Tuesday, February 12, 2008

Thoughts on Transportation

Highways, historically, have a strange effect.  The more you build, the more cars there will be to fill them up.  NYC--and especially Manhattan--resists automobiles like no other city.  Not its residents, so much, but just the practicalities: parking is a nightmare or ridiculously expensive or so far from where you're going it's hardly worth it, traffic can be so bad you could get to your destination faster by walking, the huge number of pedestrians themselves (who have absolute right-of-way, always) cause traffic blockage.  But Robert Moses' highways and bridges did what they do, despite all that.

So why doesn't the same thing happen with mass transit systems?  So many cities build them and they end up being all but a complete failure.  Obviously a city like Los Angeles resists public transportation.  But that kind of resistance made no difference to car owners commuting to NYC.  "They don't go where the commuters need them to go" isn't exactly a valid reason, either, because in the early days of rail travel, whole towns grew up around where the rails were laid, not the other way around.  

Maybe that's the problem, though.  The trains may take you from where you live to where you work, but then you're stuck, in a city like LA (and plenty of others).  Work out at the gym before going to the office?  You have to drive there.  Need a carton of milk on the way home?  You have to drive there.  No PTS could realistically go to all those places.

It's kind of a Catch 22, in fact.  Businesses would have no reason to expect a PTS to be successful and provide a steady source of customers, so they don't group themselves around transit hubs.  Because there aren't conveniences grouped around transit hubs, the PTS remains useless to commuters.  I can't help thinking that cycle could be made to spin the other direction, though.  If all sorts of little businesses (gyms, dry cleaners, small groceries, newsstands, coffee shops and cafes, banks, cellphone dealers) were given tax breaks or whatever else to grow in those kind of areas, it could potentially work, I believe.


▶ Exercise instructions
Go over the entries and report the lines where the word "nimi" occurs.
[Opening Supplied data section]
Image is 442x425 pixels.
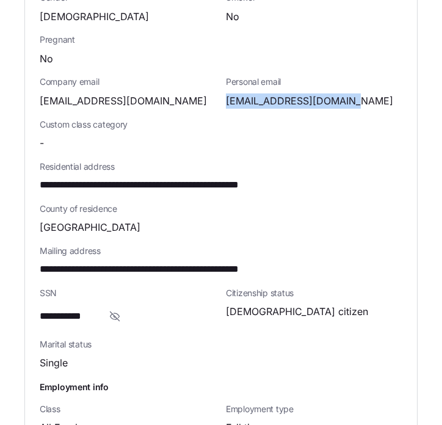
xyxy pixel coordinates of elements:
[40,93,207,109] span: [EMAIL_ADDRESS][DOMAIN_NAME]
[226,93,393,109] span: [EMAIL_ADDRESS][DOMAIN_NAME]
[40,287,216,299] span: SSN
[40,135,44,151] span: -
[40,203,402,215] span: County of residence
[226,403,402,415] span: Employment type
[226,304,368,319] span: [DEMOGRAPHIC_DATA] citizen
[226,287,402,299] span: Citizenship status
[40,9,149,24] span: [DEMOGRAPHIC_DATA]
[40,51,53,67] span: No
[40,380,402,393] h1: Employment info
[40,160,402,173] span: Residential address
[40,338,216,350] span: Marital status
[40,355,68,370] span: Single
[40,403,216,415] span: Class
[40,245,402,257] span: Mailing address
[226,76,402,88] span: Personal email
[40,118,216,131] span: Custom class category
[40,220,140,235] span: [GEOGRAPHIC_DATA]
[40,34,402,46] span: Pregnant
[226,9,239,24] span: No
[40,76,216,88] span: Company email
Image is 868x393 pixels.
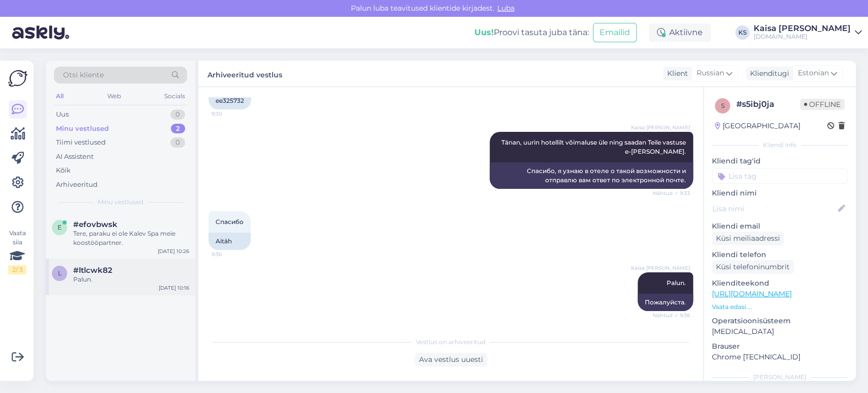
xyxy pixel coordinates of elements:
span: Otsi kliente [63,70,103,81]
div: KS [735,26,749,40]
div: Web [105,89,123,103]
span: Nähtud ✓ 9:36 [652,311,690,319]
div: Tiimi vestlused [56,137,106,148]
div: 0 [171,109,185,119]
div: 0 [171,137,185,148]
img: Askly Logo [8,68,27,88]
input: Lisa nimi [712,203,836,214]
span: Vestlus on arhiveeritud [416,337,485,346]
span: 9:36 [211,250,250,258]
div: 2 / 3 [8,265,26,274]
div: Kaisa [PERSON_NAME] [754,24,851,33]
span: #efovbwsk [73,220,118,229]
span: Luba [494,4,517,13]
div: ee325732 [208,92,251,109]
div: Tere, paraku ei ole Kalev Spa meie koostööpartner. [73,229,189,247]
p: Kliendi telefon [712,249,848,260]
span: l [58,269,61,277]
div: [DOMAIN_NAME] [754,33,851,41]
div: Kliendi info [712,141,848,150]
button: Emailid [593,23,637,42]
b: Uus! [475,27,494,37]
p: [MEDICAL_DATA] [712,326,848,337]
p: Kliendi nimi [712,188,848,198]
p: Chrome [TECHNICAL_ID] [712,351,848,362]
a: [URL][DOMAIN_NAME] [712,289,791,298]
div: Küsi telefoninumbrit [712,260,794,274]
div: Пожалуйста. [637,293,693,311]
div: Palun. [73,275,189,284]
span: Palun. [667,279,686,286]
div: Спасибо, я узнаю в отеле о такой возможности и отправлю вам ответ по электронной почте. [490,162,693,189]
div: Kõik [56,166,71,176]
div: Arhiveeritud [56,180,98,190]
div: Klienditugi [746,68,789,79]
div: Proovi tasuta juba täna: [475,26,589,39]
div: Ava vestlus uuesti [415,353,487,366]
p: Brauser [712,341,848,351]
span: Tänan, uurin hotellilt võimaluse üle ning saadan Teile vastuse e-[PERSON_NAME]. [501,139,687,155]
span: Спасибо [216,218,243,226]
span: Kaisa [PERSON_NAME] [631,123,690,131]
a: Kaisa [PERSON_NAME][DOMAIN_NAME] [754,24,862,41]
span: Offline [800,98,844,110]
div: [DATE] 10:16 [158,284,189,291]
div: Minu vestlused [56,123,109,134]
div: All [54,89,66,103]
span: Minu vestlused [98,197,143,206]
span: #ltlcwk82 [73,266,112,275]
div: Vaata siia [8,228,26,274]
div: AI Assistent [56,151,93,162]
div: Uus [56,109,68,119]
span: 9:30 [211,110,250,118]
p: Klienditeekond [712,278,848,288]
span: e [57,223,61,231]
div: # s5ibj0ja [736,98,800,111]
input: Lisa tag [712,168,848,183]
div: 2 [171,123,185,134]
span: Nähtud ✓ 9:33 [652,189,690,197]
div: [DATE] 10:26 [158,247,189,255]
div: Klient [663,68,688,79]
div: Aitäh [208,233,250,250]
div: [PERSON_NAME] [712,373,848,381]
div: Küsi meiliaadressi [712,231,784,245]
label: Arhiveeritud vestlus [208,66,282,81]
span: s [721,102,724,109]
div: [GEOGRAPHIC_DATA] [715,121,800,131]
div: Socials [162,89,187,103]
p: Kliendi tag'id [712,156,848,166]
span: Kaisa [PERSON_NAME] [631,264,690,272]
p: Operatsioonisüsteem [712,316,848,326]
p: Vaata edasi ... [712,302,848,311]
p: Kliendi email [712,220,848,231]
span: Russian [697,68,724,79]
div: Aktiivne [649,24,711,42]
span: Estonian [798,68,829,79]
[Closing Supplied data section]
▶ Solution to the problem
input: Lisa nimi [712,203,836,214]
p: Kliendi nimi [712,188,848,198]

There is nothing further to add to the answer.